Placebos as performance

Paul Kedrosky links to this article by Harriet Hall at the Skeptic about the placebo effect. The upshot is that placebos don’t do anything physiological but instead shift a patient’s awareness of their own symptoms. In the article’s terms, it separates pain from suffering. So placebos are less substances than performances staged by creditable authorities (or at least people we are temporarily willing to credit, if we are delving into the world of Reiki healing or homeopathy (“the ultimate placebo because its remedies usually contain nothing but water”) or macrobiotics or what have you) to persuade us that something transfiguring has taken place. Placebo effects are essentially rituals to distract us from our pain, keep us preoccupied while our body tries to repair itself.

The article mentions a recent study that intended to debunk the placebo effect:

In 2001 two Danish researchers, Asbjorn Hrobjartsson and Peter Gotzsche, published a paper entitled “Is the Placebo Powerless?” in the New England Journal of Medicine.3 They reviewed studies that included a no-treatment group, and they compared the improvement with placebos to the improvement with no treatment. They “found little evidence in general that placebos had powerful clinical effects.”

For studies with a binary outcome (improved versus not improved) there was no significant difference between the placebo and no treatment groups. For studies with continuous outcomes, there was some apparent effect of placebo; but not so for objective outcomes that could be measured by someone else, such as blood pressure, but only for subjective outcomes that depended on self-reports, such as pain. They weren’t even sure about that, however, because the effect was greater in smaller trials, indicating possible bias.

This seems to reinforce, though, the hypothesis that placebos distract us from pain, that they are in essence conjuring tricks staged by a (witch) doctor.

And some tricks are more persuasive than others:

We not only know placebos “work,” we know there is a hierarchy of effectiveness:

* Placebo surgery works better than placebo injections

* Placebo injections work better than placebo pills

* Sham acupuncture treatment works better than a placebo pill

* Capsules work better than tablets

* Big pills work better than small

* The more doses a day, the better

* The more expensive, the better

* The color of the pill makes a difference

* Telling the patient, “This will relieve your pain” works better than saying “This might help.”

In one study patients were given the same aspirin in either a brand name bottle or an unlabelled bottle; it worked better if it was labeled as a brand they recognized. Our pharmacy used to stock two different brands of allergy pills that were made in the same factory and were identical except that one was green and the other was blue. When a patient said it wasn’t working any more, we’d switch him to the other brand and it would start working again.

That’s amazing to me. It’s like a grammar of analgesia.

The reason I’m fascinated by the placebo effect is that it reminds us how limited instrumental thinking is — the idea that this object has this effect. Instead, the context has enormous ramifications on our experience of things, an effect that sometimes we seek to ignore because it is impossible to control or even analyze thoroughly. As Hall points out, the pills are less important in treatment than the doctor-patient relationship. One could extrapolate and argue that this is true of objects generally. When we expect them to change how we feel, they are merely proxies for relationships, which ultimately have the most effectiveness in altering our moods. How we feel about ourselves, to a large degree, is a social construction — is determined by how the feeling is constructed in our interactions (real or imagined) with other people.

Also, I think that advertisements attempt to work in the same way as placebos, staging a performance that shifts our perceptions, so that inert products suddenly have magical effects. Cigarettes suddenly do make us manly; beer suddenly does “taste cold.” If that’s the case, then we need to trust the authority of advertisements to let them work. Authority could be established just through the sheer brute force of salience, spending tons of money to make a product prominent in the media. Ubiquity becomes its own argument for quality. But we may consent to believe in the authority of marketing, simply because it feels better to be fooled — much in the same way we suspend disbelief to enjoy magic shows or novels or Michael Bay films. It’s no accident that many of the earliest advertisements were for patent medicines — the ads lay the groundwork for the medicines to “work.”

The depressing conclusion I draw from this is that ads, as much as they seem contemptible, fulfill an important function in authorizing pleasure, conditioning us to its possibility, and staging the ritual that allows it to occur. They foster “expectancy” effects, whereby what we expect to happen seems to happen. Granting ads credibility makes it easier for us to find pleasure, but of a degraded sort — they supply simulacrum relationships that supplant our need for real ones. Another way of putting that: Ads allow for a kind of pleasure revolving around objects that perhaps crowds out other forms of pleasure that demand more from us but are ultimately more satisfying. With our willing consent, they teach us to enjoy ourselves in superficial, highly contingent ways and prompt us to forget that other more durable and self-nourishing ways exist.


Brief » Pictures aside, write every record out again word for word.
....
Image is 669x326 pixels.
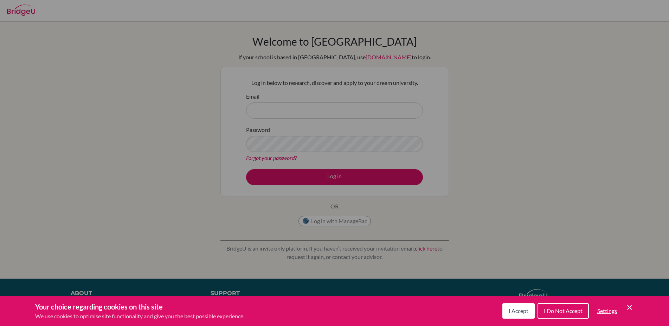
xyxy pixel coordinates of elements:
[35,312,244,321] p: We use cookies to optimise site functionality and give you the best possible experience.
[597,308,617,314] span: Settings
[502,304,534,319] button: I Accept
[544,308,582,314] span: I Do Not Accept
[35,302,244,312] h3: Your choice regarding cookies on this site
[591,304,622,318] button: Settings
[508,308,528,314] span: I Accept
[537,304,589,319] button: I Do Not Accept
[625,304,634,312] button: Save and close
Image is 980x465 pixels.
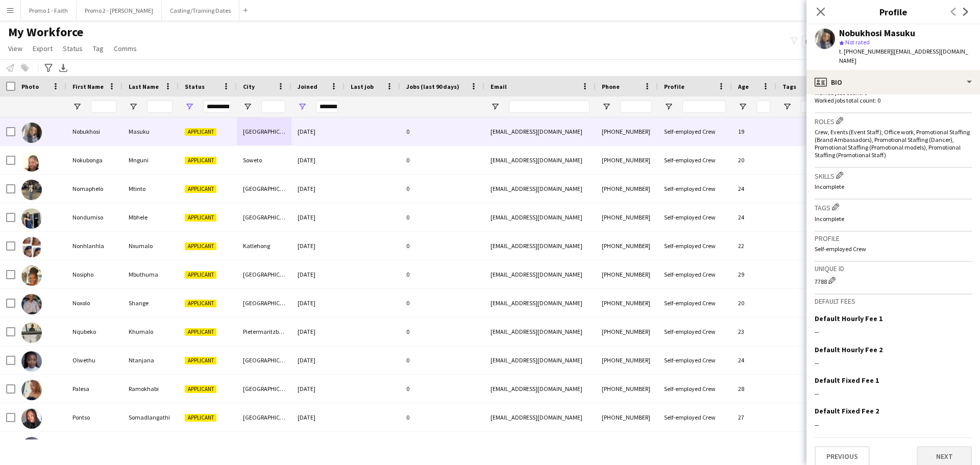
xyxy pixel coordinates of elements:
....
Response for this exercise »
Image is 669x326 pixels.
xyxy pixel coordinates of elements:
[35,312,244,321] p: We use cookies to optimise site functionality and give you the best possible experience.
[597,308,617,314] span: Settings
[502,304,534,319] button: I Accept
[544,308,582,314] span: I Do Not Accept
[35,302,244,312] h3: Your choice regarding cookies on this site
[591,304,622,318] button: Settings
[508,308,528,314] span: I Accept
[537,304,589,319] button: I Do Not Accept
[625,304,634,312] button: Save and close
Image is 980x465 pixels.
xyxy pixel coordinates of elements:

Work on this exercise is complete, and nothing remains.